A Sneak Peek at Microsoft's Prototyping Playbook
Why prompt sets are the new PRDs
I recently read Aparna Chennapragada’s short piece on "Prompt sets are the new PRDs", which made me listen to her appearance on Lenny’s podcast. Her ideas resonated with me and my gut feeling told me that other people would feel the same. So I reached out to her and offered her a guest post. While I mostly post about research, the changes in AI product management are something I’ve been very excited about in my daily work.
If you don’t know Aparna yet, she’s Microsoft's Chief Product Officer and responsible for AI strategy across their productivity tools. And with MS Copilot arguably being the AI tool with the highest C-level buy-in and enterprise adoption, that alone makes her a relevant voice in this space. Enjoy!
Human intent as the spec
“How would you ask your coworker for this?”
This is the..uh..prompt..I posed to folks in a meeting the other day.
I asked this not to arbitrarily anthropomorphize agents but because my intuition is this question forces the right granularity for the agents.
In some sense I see this as a variant of Ilya Sutskever’s observation: “Predicting the next token well means that you understand the underlying reality that led to the creation of that token.”
Next-token prediction worked because the task itself demanded depth: to predict words well, a model had to capture structure, context, and causality.
My hunch is that prompts that reflect human intent set a similar expectation for agents. They push the system toward usefulness rather than rote mechanics.
Good: “Tell me the most important things from the customer meeting. what were the key risks, and how did sentiment trend?”
Bad (too mechanical): “Summarize the transcript in 5 bullets.”
Bad (too tool-specific): “Run sentiment analysis on transcript.json and output JSON.”
Bad (too coarse): “Handle all my email.”
The difference lies in whether the prompt encodes judgment and priorities, the elements a human colleague would naturally understand and more importantly the level at which you would operate at.
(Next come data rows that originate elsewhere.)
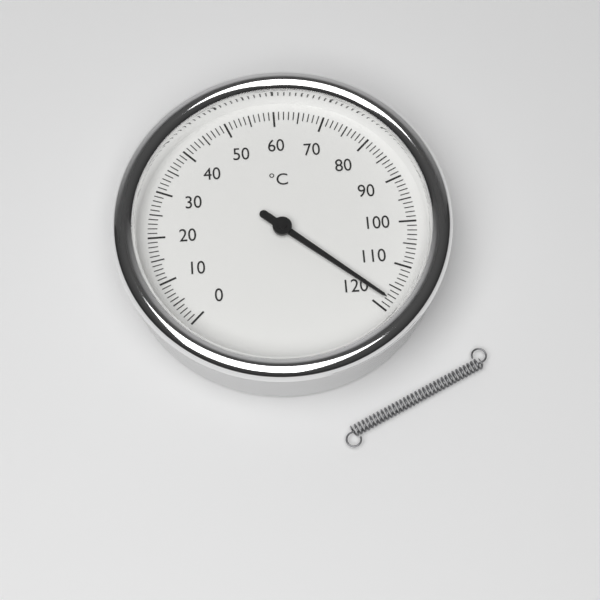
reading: 118 °C
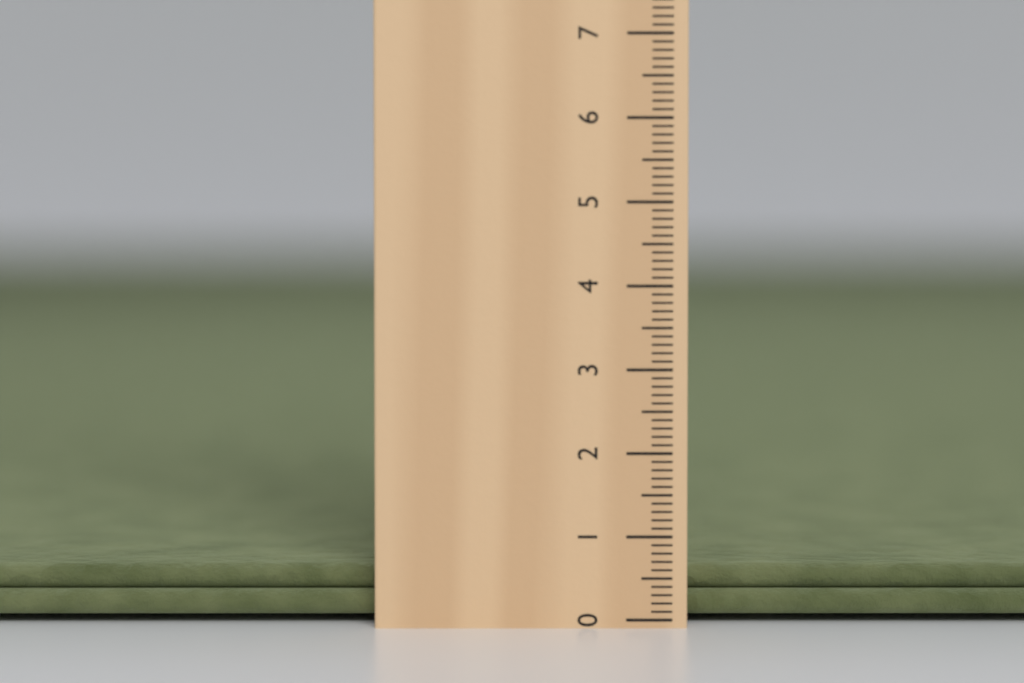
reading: 0.6 cm
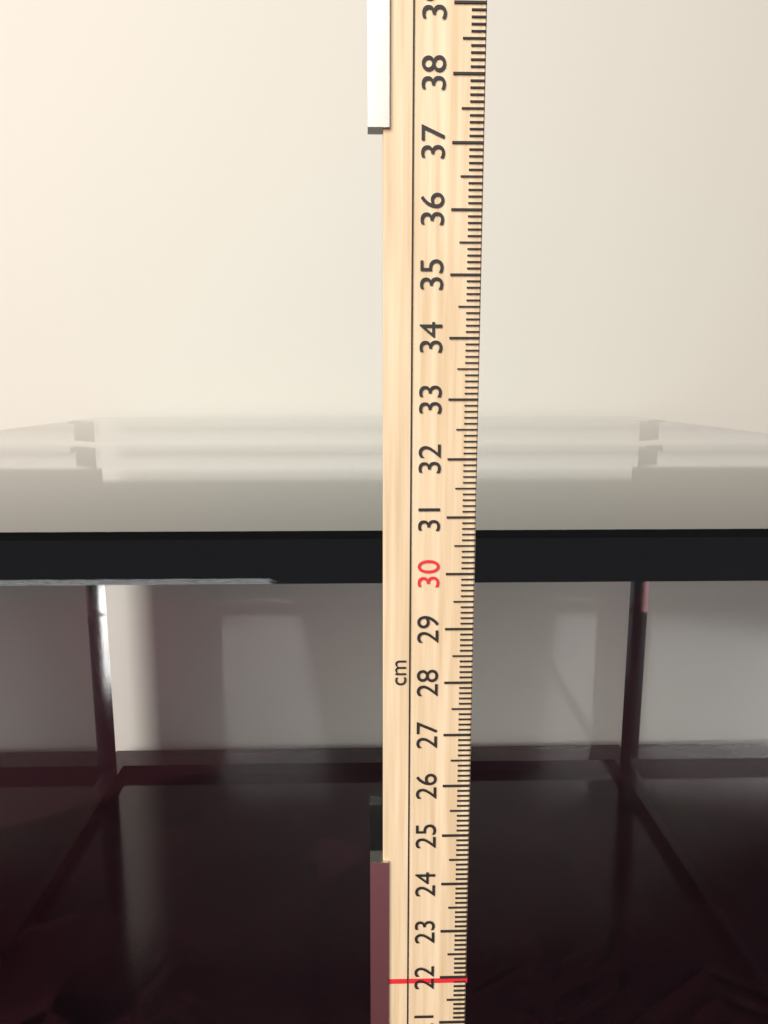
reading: 30.6 cm
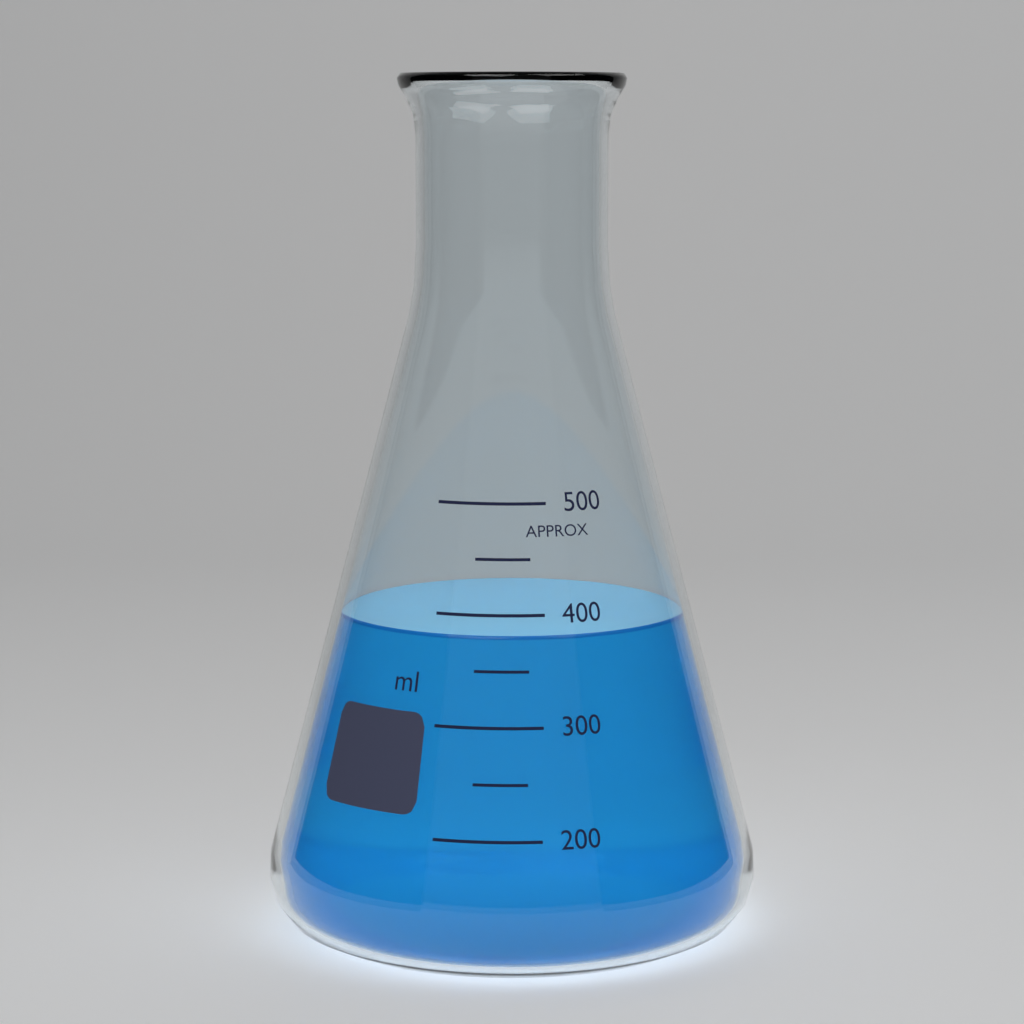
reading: 380 ml
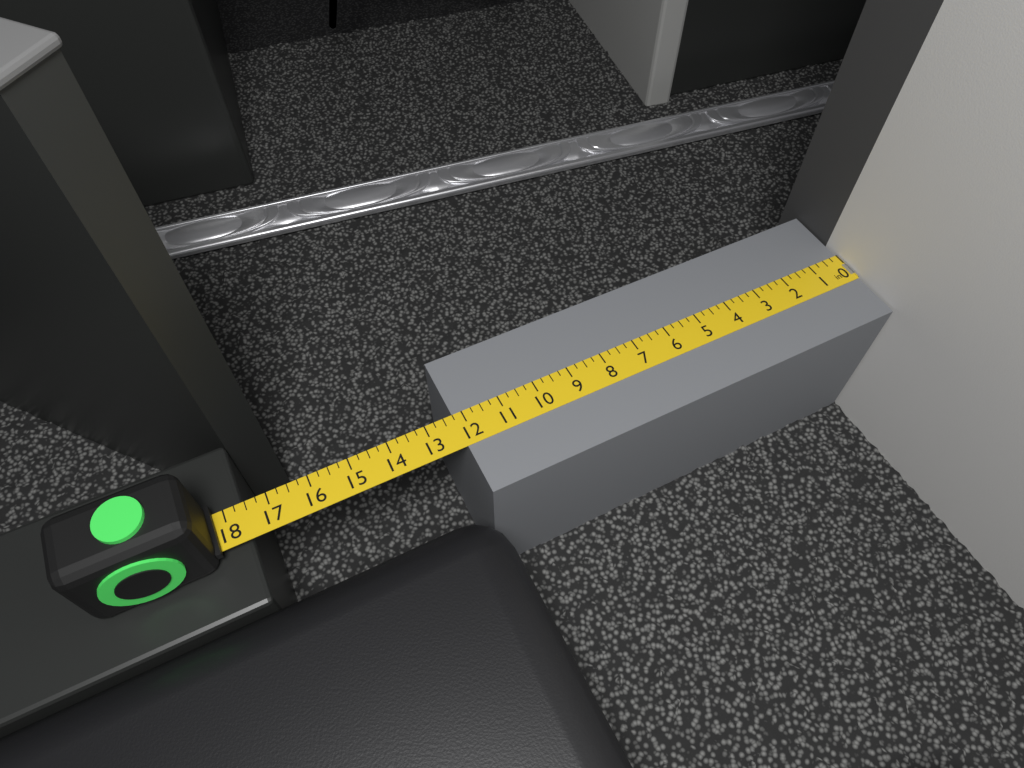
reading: 12.25 in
Prompt sets as teaching tools
Traditional PRDs were written for programmers. They locked requirements down in advance, then handed them off to be built. Prompt sets work differently. They are living artifacts: part specification, part training data.
Each prompt is an example that shapes how the agent behaves. Together, I almost see them form a curriculum teaching the system what “good” looks like, how to correct mistakes, and where the boundaries are.
A multi-round game
Writing prompt sets is never a one-shot exercise. You start with a few, test them, see where the agent falls short, and refine. Each round closes the gap between what you asked for and what the system delivers.
It feels less like drafting a rigid contract and more like coaching. The spec can continuously evolve, and most importantly, I am finding that you need to put human intuition at the center guiding, adjusting, raising the bar.
That’s why I keep coming back to this idea: Prompt sets are the new PRDs. They encode intent, they teach, and they set the rhythm for iteration.
❤️ If you enjoyed this little thought piece, give it a like and share it with your peers. I’ll follow up with my own ideas in a separate article soon™.